I'd be willing to study any piece of reliable, verifiable Evidence that you might have.
No, finding illegal pools is. Just like touching people's butts is not their job, but finding illegal weapons on airports is.
The fact that your company only has had .net offers only means what it says: that your company has had such offers. Deriving from there that ".Net is getting bigger every year" is not a valid assumption; I could give a counter example pretty easily: my company hasn't had a single .Net offering since it was started.
I do like object oriented programming. I have even created my own lib so I can do object-oriented stuff on non-object oriented languages (Lua).
That said, I will not touch C++ if I can avoid it. The linked article has just confirmed this decision.
The thing that bugs me the most is exactly that "C++ is C" thing. It makes the language ugly and unnecessarily complex. I would have preferred library compatibility without source code compatibility (like a CLib object to which one could simply invoke functions on). This decision has deep consequences - such as conserving the insecure and ugly array model from C, as well as the horrible char* usage for strings (I know about std String and Vector - but the others are still used in C++).

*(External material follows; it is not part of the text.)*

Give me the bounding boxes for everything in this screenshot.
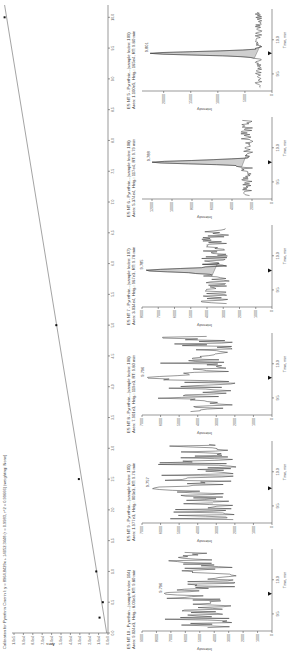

Then there are these quirks here and there. The multi-lined templated types error messages. The multiple inheritance model (I'd rather have single inheritance + mixins)
When I'm doing Object-oriented stuff, I'm not so concerned about efficiency. I'm concerned about properly modelling abstractions. C++ is just not abstract enough for my taste, and that is partly because it inherits too many things from C.
As it is now, I prefer using a scripting language such as Python or Ruby for Object Oriented stuff, and plain C for low-level things, since plain C is better supported than C++ for libs and the like.
I think he realizes that. He's asking "what language should I pick", not "how do I learn a language".
Your cries for attention are self-evident.